There were about six of us, helping the guys, and you know, it worked! Serkan never dealt with Java or Scala, so for him it's all a weird mystery. For me sbt is a bit of a mystery too, but well, we together know definitely more.
Then I deployed to prod, and looked at the behavior. It was ok. Then I decided to check the behavior with the new keys. And oops, no trace. Then I looked in the database, and kaboom, new keys were missing. Ok, np, I have a script for that. Got the new keys again. Now what. Now I had to test. For that I had to find profileId in prod, and sessionId. Normally, they are in X-something headers in requests: I open our company's page, started some music (Ok, Prelude and Fugue in c minor), and looked at network exchange. No such headers. Karen had such headers. So I copied her id, and she told me how to grab session id.
So, I wrote my scripts, and found that one new key works ok, but another (contains space char in it) does not work. Fck.
It's almost 23:00, and I've just sent my pr for review. No luck, actually: Karen is off by now.
Anyway, I have stuff to do, and some keys work ok, and if it gets urgent, I'll just rename the provider, to get rid of spaces (stupid, right?)
One revolutionary thing was, I added logging, and limited logging by a date, May 1st, 00:00 - by that time everything will be clear. If Karen asks for keeping it forever, I'd love to. But so far I heard strange ideas about saving logs space. Heard it from Csaba a while ago. As if space costs anything, and our time costs nothing.
During the standup notified the guys about my readiness to deploy to prod, and ok, it was approved, as well as my other pr, with new test code for experiments.

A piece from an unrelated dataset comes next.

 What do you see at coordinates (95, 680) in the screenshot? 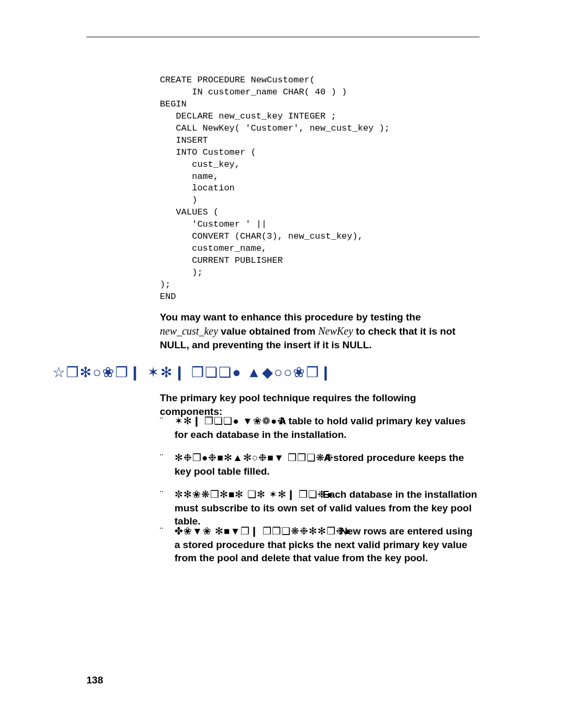
I see `page-number: 138` at bounding box center [95, 680].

I planned to deploy earlier, but Mahesh and Serkan organized a meeting regarding how t.f. to make sbt work. Turned out that if we don't use Nix, our documentation sucks, and Nix also sucks without good maintenance.
There were about six of us, helping the guys, and you know, it worked! Serkan never dealt with Java or Scala, so for him it's all a weird mystery. For me sbt is a bit of a mystery too, but well, we together know definitely more.
Then I deployed to prod, and looked at the behavior. It was ok. Then I decided to check the behavior with the new keys. And oops, no trace. Then I looked in the database, and kaboom, new keys were missing. Ok, np, I have a script for that. Got the new keys again. Now what. Now I had to test. For that I had to find profileId in prod, and sessionId. Normally, they are in X-something headers in requests: I open our company's page, started some music (Ok, Prelude and Fugue in c minor), and looked at network exchange. No such headers. Karen had such headers. So I copied her id, and she told me how to grab session id.
So, I wrote my scripts, and found that one new key works ok, but another (contains space char in it) does not work. Fck.
It's almost 23:00, and I've just sent my pr for review. No luck, actually: Karen is off by now.
Anyway, I have stuff to do, and some keys work ok, and if it gets urgent, I'll just rename the provider, to get rid of spaces (stupid, right?)
One revolutionary thing was, I added logging, and limited logging by a date, May 1st, 00:00 - by that time everything will be clear. If Karen asks for keeping it forever, I'd love to. But so far I heard strange ideas about saving logs space. Heard it from Csaba a while ago. As if space costs anything, and our time costs nothing.